WASHINGTON – Arizona had the nation’s biggest drop in kids getting free summer meals between 2013 and 2014, a time when most states saw increases in the number of children reached, a recent report says.
The Food Research and Action Center report said the average daily number of kids in the summer meal program in Arizona fell from 68,743 in 2013 to 56,131 last year, an 18.3 percent drop.
At that level, experts say, just 12 percent of children who qualified for free or reduced-price meals during the school year were getting meals last summer.
“When school’s not in session, it’s when child hunger increases,” said David Martinez, advocacy and outreach specialist for St. Mary’s Food Bank.
Despite the drop, Arizona was still doing better than some states, ranking 34th overall for the portion of needy children reached by its summer meals program.
Nationally, 16.2 percent of needy kids were served last summer, with the District of Columbia leading the pack at 59 percent reached and Oklahoma finishing last at 6.7 percent.
Arizona officials and nutrition advocates could not explain last year’s drop, but said they are working hard to reverse the trend this summer.
Numbers for 2015 won’t be available until after this summer. But one positive indicator is that the number of “feeding sites” in the state has grown from 885 last summer to 1,061 as of Monday, said Shawn Tellford, children youth outreach manager for the Association of Arizona Food Banks.
Mary Szafranski, associate superintendent for the Health and Nutrition Services Division of the Arizona Department of Education, pointed to several outreach and marketing efforts aimed at boosting the program’s reach. The state is working with sponsors to increase the number of sites, holding town hall meetings and working with local governments.
“Mayor Greg Stanton of Phoenix has challenged other mayors to work with their community, to inspire, and motivate other entities to become sponsors of the summer food service program,” Szafranski said.
That sparked the “one more” challenge, in which the department pushes sponsors to “increase serving by maybe one week or one day, or increase their sites by one site,” Szafranski said.
The U.S. Department of Agriculture this summer also launched a “Summer Meals Site Finder,” a website aimed at helping “children, parents, and others quickly and easily find summer meal sites near them,” according to a department statement.
“We have to be creative and innovative in drawing interest in that child to leave their home to attend the feeding site,” Szafranski said.
That entails bringing on sponsors that have connections to the community and a trusting relationship with families, so parents will be comfortable letting their children go to a feeding site, she said.

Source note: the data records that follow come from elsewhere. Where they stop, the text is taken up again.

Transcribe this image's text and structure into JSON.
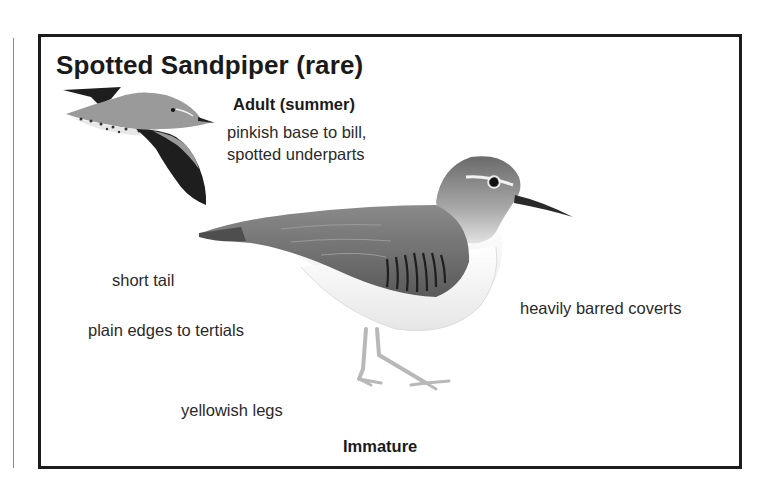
{
  "title": "Spotted Sandpiper (rare)",
  "sections": {
    "adult": {
      "heading": "Adult (summer)",
      "notes": [
        "pinkish base to bill,",
        "spotted underparts"
      ]
    },
    "immature": {
      "heading": "Immature",
      "notes": [
        "short tail",
        "plain edges to tertials",
        "yellowish legs",
        "heavily barred coverts"
      ]
    }
  },
  "illustrations": {
    "flying": "flying-adult-bird-illustration",
    "standing": "standing-immature-bird-illustration"
  },
  "colors": {
    "frame": "#1c1c1c",
    "text": "#1a1a1a",
    "bird_back": "#6e6e6e",
    "bird_belly": "#f4f4f4",
    "wing_dark": "#1e1e1e"
  }
}
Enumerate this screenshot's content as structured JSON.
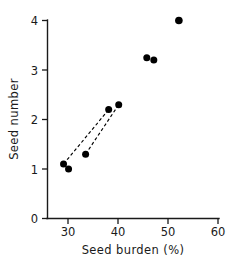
{
  "chart_data": {
    "type": "scatter",
    "title": "",
    "xlabel": "Seed burden (%)",
    "ylabel": "Seed number",
    "xlim": [
      25.8,
      60
    ],
    "ylim": [
      0,
      4
    ],
    "xticks": [
      30,
      40,
      50,
      60
    ],
    "xtick_labels": [
      "30",
      "40",
      "50",
      "60"
    ],
    "yticks": [
      0,
      1,
      2,
      3,
      4
    ],
    "ytick_labels": [
      "0",
      "1",
      "2",
      "3",
      "4"
    ],
    "grid": false,
    "legend": null,
    "marker": "filled-circle",
    "marker_color": "#000000",
    "points": [
      {
        "x": 29.0,
        "y": 1.1
      },
      {
        "x": 30.0,
        "y": 1.0
      },
      {
        "x": 33.4,
        "y": 1.3
      },
      {
        "x": 38.0,
        "y": 2.2
      },
      {
        "x": 40.0,
        "y": 2.3
      },
      {
        "x": 45.6,
        "y": 3.25
      },
      {
        "x": 47.0,
        "y": 3.2
      },
      {
        "x": 52.0,
        "y": 4.0
      }
    ],
    "connectors": [
      {
        "from": {
          "x": 29.0,
          "y": 1.1
        },
        "to": {
          "x": 38.0,
          "y": 2.2
        },
        "style": "dashed"
      },
      {
        "from": {
          "x": 33.4,
          "y": 1.3
        },
        "to": {
          "x": 40.0,
          "y": 2.3
        },
        "style": "dashed"
      }
    ]
  },
  "axes": {
    "x_axis_label": "Seed burden (%)",
    "y_axis_label": "Seed number"
  }
}
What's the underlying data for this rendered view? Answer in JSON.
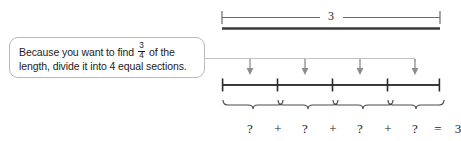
{
  "diagram": {
    "callout": {
      "line1_pre": "Because you want to find",
      "fraction": {
        "numerator": "3",
        "denominator": "4"
      },
      "line1_post": "of the",
      "line2": "length, divide it into 4 equal sections."
    },
    "top_bracket": {
      "label": "3",
      "left_cap": "tick",
      "right_cap": "tick"
    },
    "arrows": {
      "count": 4,
      "direction": "down"
    },
    "number_line": {
      "tick_count": 5,
      "section_count": 4
    },
    "braces": {
      "count": 4
    },
    "equation": {
      "tokens": [
        "?",
        "+",
        "?",
        "+",
        "?",
        "+",
        "?",
        "=",
        "3"
      ]
    },
    "colors": {
      "ink": "#1b1b1b",
      "rule": "#3a3a3a",
      "light_rule": "#b0b0b0",
      "callout_border": "#b9b9b9",
      "background": "#ffffff"
    }
  }
}
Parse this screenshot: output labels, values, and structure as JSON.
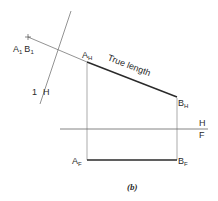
{
  "diagram": {
    "caption": "(b)",
    "labels": {
      "a1b1": {
        "a": "A",
        "a_sub": "1",
        "b": "B",
        "b_sub": "1"
      },
      "one_h": {
        "one": "1",
        "slash": "/",
        "h": "H"
      },
      "a_h": {
        "main": "A",
        "sub": "H"
      },
      "b_h": {
        "main": "B",
        "sub": "H"
      },
      "a_f": {
        "main": "A",
        "sub": "F"
      },
      "b_f": {
        "main": "B",
        "sub": "F"
      },
      "fold_h": "H",
      "fold_f": "F",
      "true_length": "True length"
    },
    "colors": {
      "line": "#555555",
      "thick_line": "#2a2a2a",
      "text": "#2a2a2a"
    }
  }
}
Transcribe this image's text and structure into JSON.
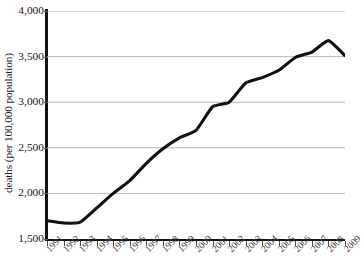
{
  "chart_data": {
    "type": "line",
    "title": "",
    "xlabel": "",
    "ylabel": "deaths (per 100,000 population)",
    "categories": [
      "1991",
      "1992",
      "1993",
      "1994",
      "1995",
      "1996",
      "1997",
      "1998",
      "1999",
      "2000",
      "2001",
      "2002",
      "2003",
      "2004",
      "2005",
      "2006",
      "2007",
      "2008",
      "2009"
    ],
    "values": [
      1700,
      1675,
      1685,
      1840,
      2000,
      2140,
      2330,
      2490,
      2610,
      2690,
      2950,
      3000,
      3210,
      3270,
      3350,
      3490,
      3550,
      3675,
      3510
    ],
    "ylim": [
      1500,
      4000
    ],
    "ytick_values": [
      1500,
      2000,
      2500,
      3000,
      3500,
      4000
    ],
    "ytick_labels": [
      "1,500",
      "2,000",
      "2,500",
      "3,000",
      "3,500",
      "4,000"
    ],
    "grid": true,
    "grid_color": "#b0b0b0",
    "line_color": "#111111",
    "line_width": 3.1,
    "legend": "none",
    "axis_color": "#121212",
    "background": "#ffffff"
  }
}
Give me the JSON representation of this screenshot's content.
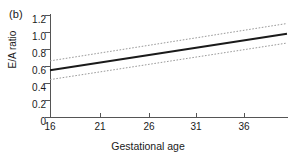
{
  "chart_data": {
    "type": "line",
    "title": "",
    "panel_label": "(b)",
    "xlabel": "Gestational age",
    "ylabel": "E/A ratio",
    "xlim": [
      16,
      40
    ],
    "ylim": [
      0,
      1.2
    ],
    "xticks": [
      16,
      21,
      26,
      31,
      36
    ],
    "xtick_labels": [
      "16",
      "21",
      "26",
      "31",
      "36"
    ],
    "yticks": [
      0,
      0.2,
      0.4,
      0.6,
      0.8,
      1.0,
      1.2
    ],
    "ytick_labels": [
      "0",
      "0.2",
      "0.4",
      "0.6",
      "0.8",
      "1.0",
      "1.2"
    ],
    "grid": false,
    "legend": null,
    "x": [
      16,
      40
    ],
    "series": [
      {
        "name": "upper confidence limit",
        "style": "dotted",
        "color": "#9a9a9a",
        "values": [
          0.66,
          1.1
        ]
      },
      {
        "name": "fitted regression line",
        "style": "solid",
        "color": "#1a1a1a",
        "values": [
          0.55,
          0.98
        ]
      },
      {
        "name": "lower confidence limit",
        "style": "dotted",
        "color": "#9a9a9a",
        "values": [
          0.44,
          0.87
        ]
      }
    ]
  },
  "colors": {
    "axis": "#555555",
    "line": "#1a1a1a",
    "band": "#9a9a9a",
    "text": "#1a1a1a",
    "background": "#ffffff"
  }
}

Szafranski noted that Arizona has an additional challenge – once a feeding site is established, sponsors have to convince kids to go there when it’s 120 degrees outside.
“When the child isn’t going to school, and both parents are working, they are less likely to leave their house … to receive a meal, because hunger isn’t enough to get them to the summer food feeding sites,” Szafranski said.
Martinez said St. Mary’s is working diligently with other partners “to promote summer meals, not only our meals, but any way kids can access summer meals that they don’t have.”
St. Mary’s Food Bank calls its afterschool and summer meals programs Kids Cafe, partnering with more than 100 sites from the Valley to Flagstaff and distributing “5,000 summer meals every day,” Martinez said.
Still, he said, “We certainly have the capacity to grow.”
The Healthy, Hunger-Free Kids Act of 2010 funded “federal school meal and child nutrition programs and increases access to healthy food for low-income children.” Meals in the federally funded program consist of fresh milk, a fruit and vegetable, and a grain and wheat component.
But Martinez said there is still need.
“In Arizona, nearly 29 percent of kids go to bed hungry every day,” he said.